Oh good grief that was awful! Make it stop, make it stop! Finding out for certain that it definitely was Tinsel in the Timelash is the tip of the Iceberg! And it just didn't know when to stop, there's *THREE* endings: First the Borad is defeated and killed, then we need to stop the Bandril missile and then the Borad's alive and has to be stopped again! It's almost like they realised the script was running short twice and had to tag extra endings on. (See also: Creature from the Pit) And how paranoid must the Borad be to use not one, but two decoys? No this might work as 25 minute 3 parter if you cut everything between the Borad's first and second deaths but this is a complete disaster of an episode!

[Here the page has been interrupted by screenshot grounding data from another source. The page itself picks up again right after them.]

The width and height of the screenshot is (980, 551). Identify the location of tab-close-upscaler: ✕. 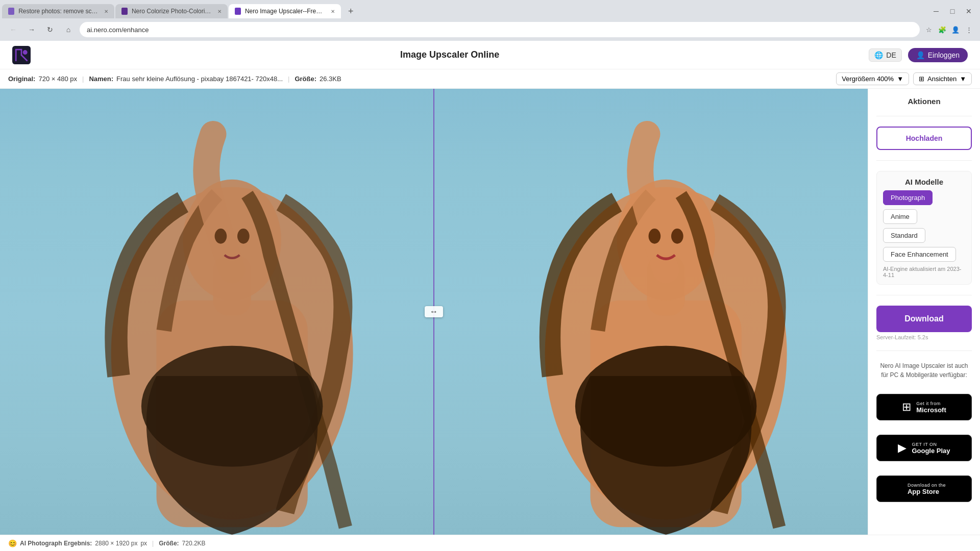
(333, 11).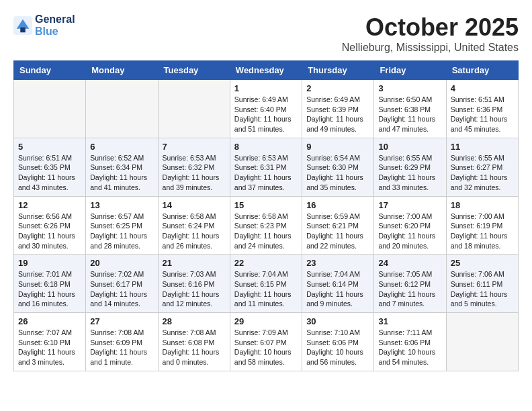 Image resolution: width=532 pixels, height=411 pixels. What do you see at coordinates (339, 167) in the screenshot?
I see `calendar-cell: 9Sunrise: 6:54 AM Sunset: 6:30 PM Daylig…` at bounding box center [339, 167]. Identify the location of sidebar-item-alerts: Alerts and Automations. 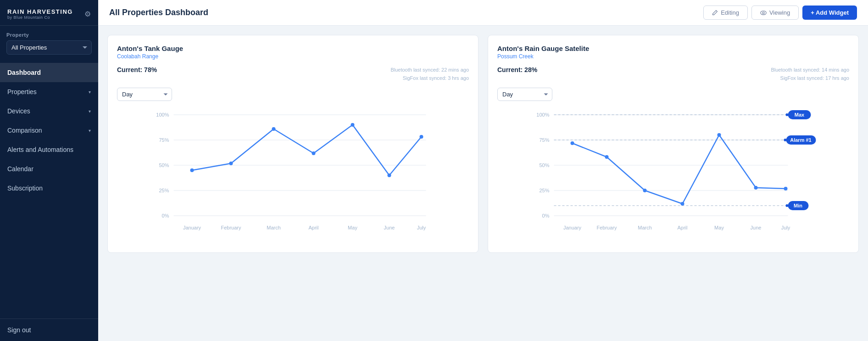
(49, 150).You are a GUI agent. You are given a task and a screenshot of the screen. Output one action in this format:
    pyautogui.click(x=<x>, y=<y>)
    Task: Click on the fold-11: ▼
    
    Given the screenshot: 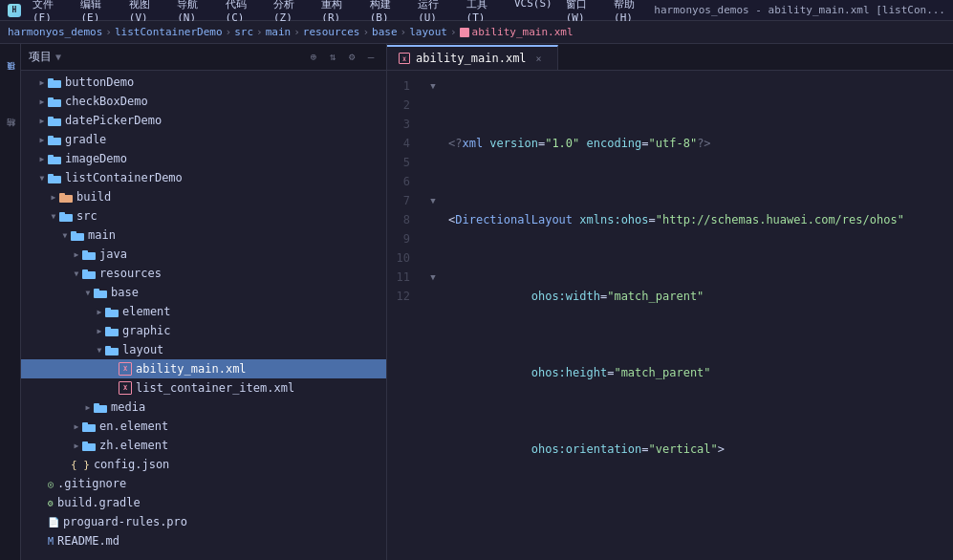 What is the action you would take?
    pyautogui.click(x=433, y=277)
    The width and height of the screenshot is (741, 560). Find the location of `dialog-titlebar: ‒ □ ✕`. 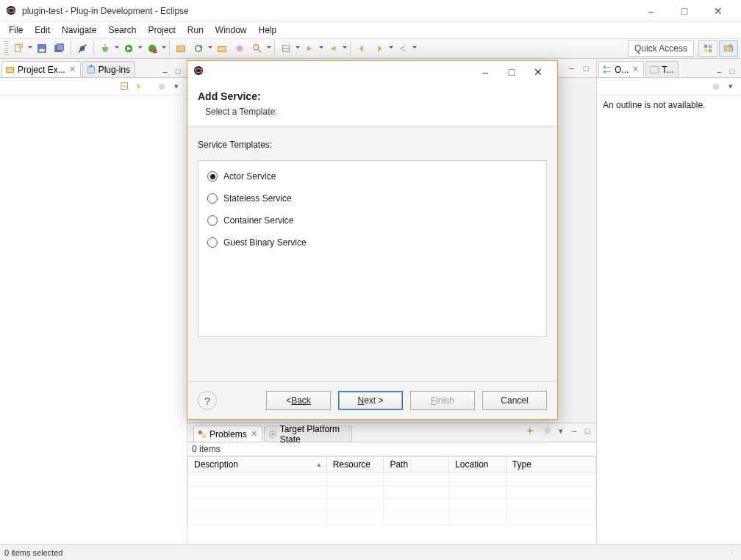

dialog-titlebar: ‒ □ ✕ is located at coordinates (372, 72). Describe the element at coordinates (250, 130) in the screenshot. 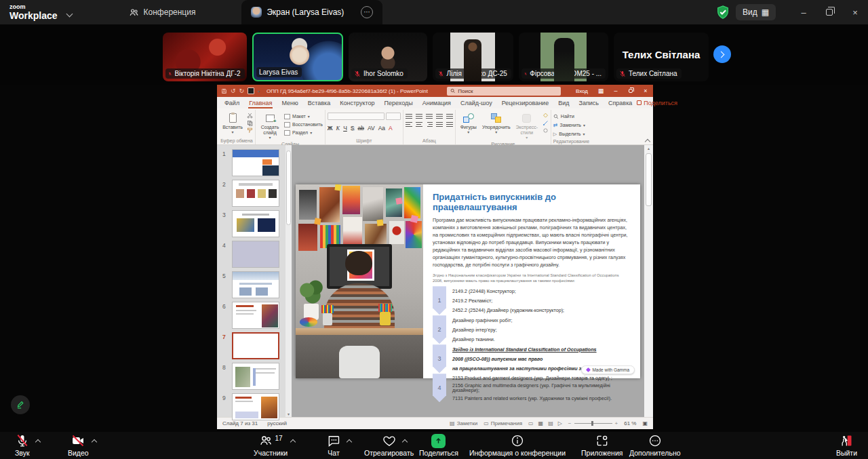

I see `format-painter-icon` at that location.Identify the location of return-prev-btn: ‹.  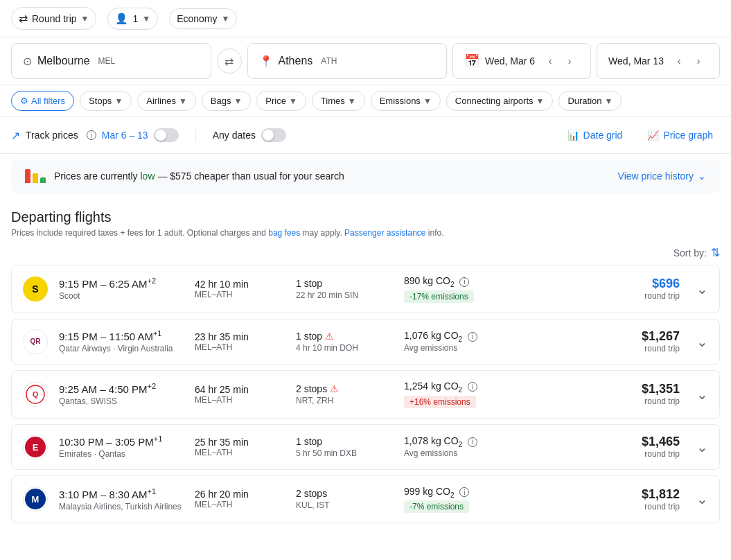
(679, 61).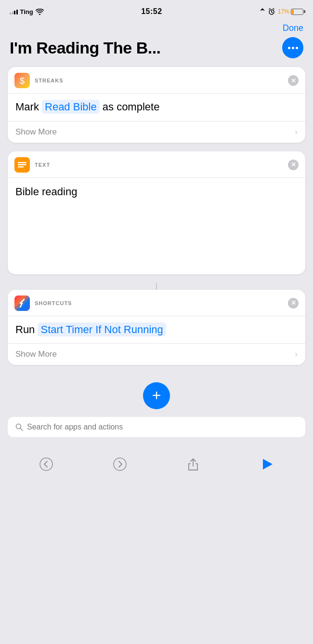 The width and height of the screenshot is (313, 644). I want to click on battery-indicator: 17%, so click(291, 12).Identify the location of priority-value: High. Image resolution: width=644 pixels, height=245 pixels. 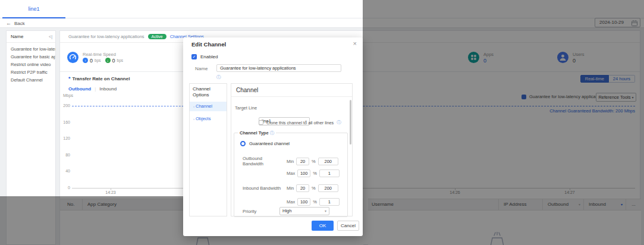
(287, 211).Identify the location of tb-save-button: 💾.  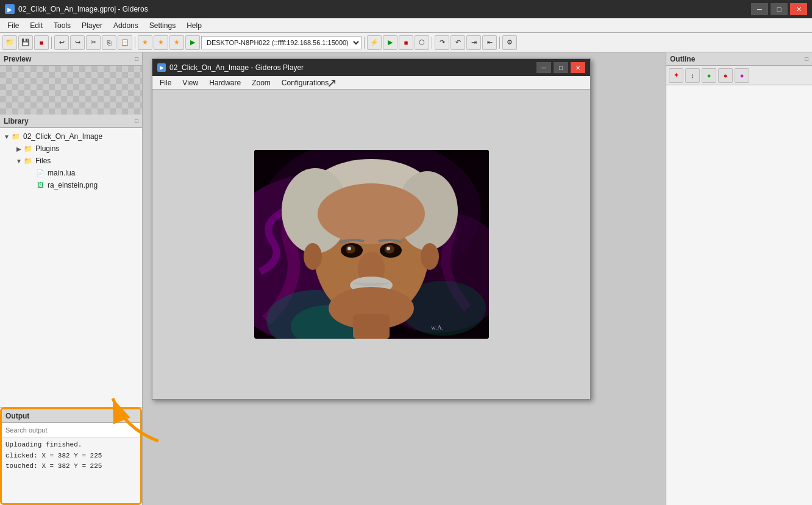
(26, 43). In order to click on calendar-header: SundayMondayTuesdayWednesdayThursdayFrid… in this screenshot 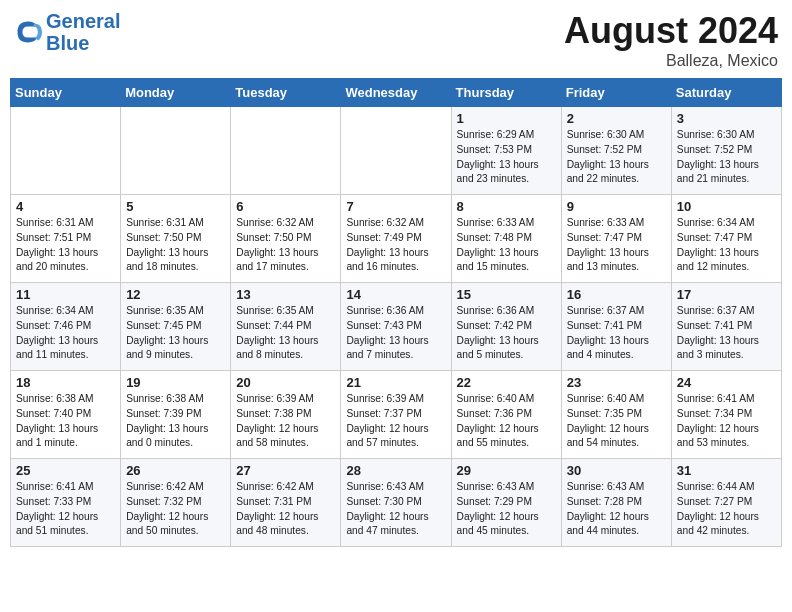, I will do `click(396, 93)`.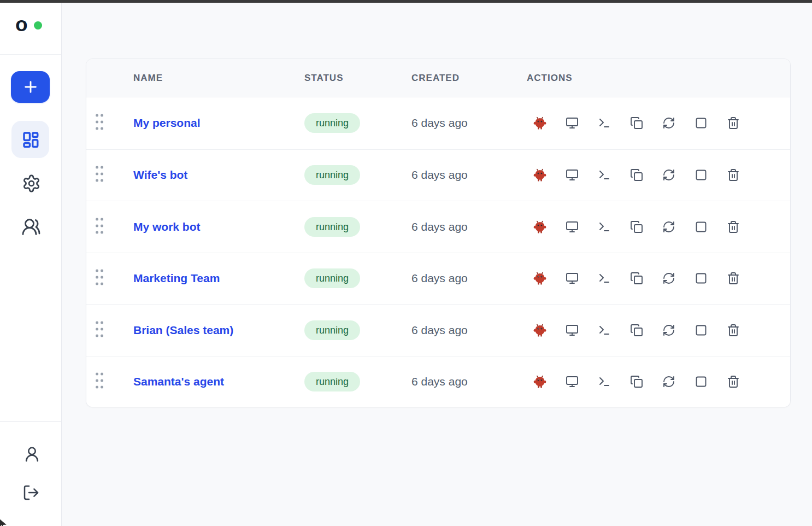 The image size is (812, 526). I want to click on sidebar-item-logout, so click(31, 493).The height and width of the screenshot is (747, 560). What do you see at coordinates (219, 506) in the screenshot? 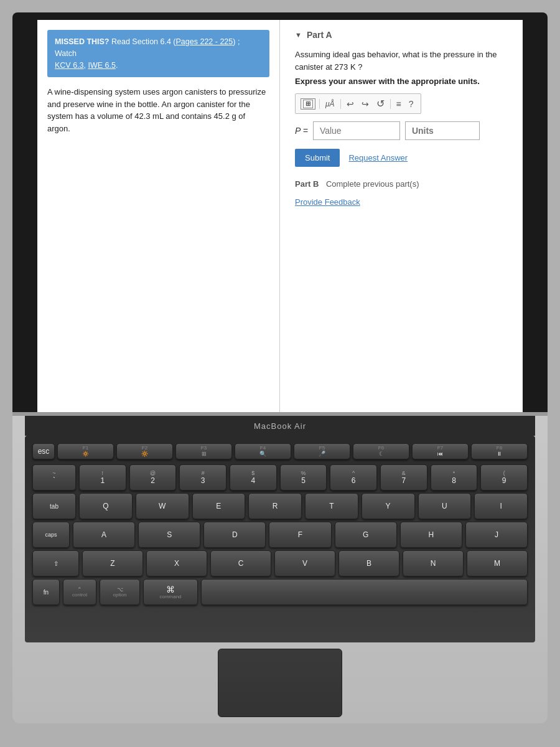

Does Timelash need all the references to an unseen Third Doctor adventure? I've no problems with the Doctor name dropping he met so and so all over the place but hate the shoe horning of unseen adventures into Doctor Who: the New & Eight Doctor Adventures work far better for me than the Missing & Past Doctor adventures. So here we have a story where the Third Doctor has visited Karfel before with Jo and at least one other (Mike Yates? Sergeant Benton wandering into the Tardis with a round of Tea at the wrong moment?) having got the scientist that will become the Borad into a spot of trouble and having left behind a culture of Third Doctor worship that puts early DWAS members to shame? Lockets with pictures of Jo Grant in? Mural of the Doctor in action in the council chamber? Bunch of fanboys.... And what's the point? Just so the Doctor can know there's a mirror behind his picture, which in turn has been covered up?

The true Borad, and also the "fake mutant" Borad are played by Robert Ashby, who IMDB believe is Louise Jameson's ex husband. See previous entries, and in particular Invasion of Time & Pirate Planet for more confusion on this matter! The Borad provides this story's entry for our "Humanoid mutated into monster" list. Though I question the wisdom of making him out to be the origin of the Lock Ness Monster, since Doctor Who has already done that one, and quite memorably too! The insinuation is there that the Borad, a mutated human, and the Morlox provide the inspiration for HG Wells' depiction of the future humans in The Time Machine. It doesn't take a genius to see what's meant to provide the inspiration for the central concept in that book! I can see what they're trying to do here with the idea that travels with the Doctor may have inspired HG Wells works but it doesn't really work. The new series revisitation of the idea with Charles Dickens in The Unquiet Dead is another take on a similar theme.

Ever on "phallic item" watch, (see appearances of Alpha Centauri & The Tissue Compression Eliminator passim) my wife Liz points out that the laser used to cut through the door looks like a willy!

The line "Doctor did you get the crystals" imeadiately throws me as it sends my brain straight into Richard O'Brien and Crystal Maze mode now. We take this opportunity to refer you to The Mary Whitehouse Experience's Crystal Maze spoof Which you can find on YouTube.

So who takes the blame for this mess then? It's first and last time out for writer Glen McCoy but script editor Eric Saward should have been able to see that the three endings really didn't work. Director Pennant Roberts, making his last Who appearance, should probably be held accountable for not reigning Paul Darrow in a bit but there again if you cast Paul Darrow what do you expect?

Timelash was adapted by it's author in 1985 with the hardback appearing in December and the paperback in May 1986. It was released on video on 5th January 1998 and on DVD on 9th July 2007.

Oh thank the Lord, it's Revelation of the the Daleks tomorrow!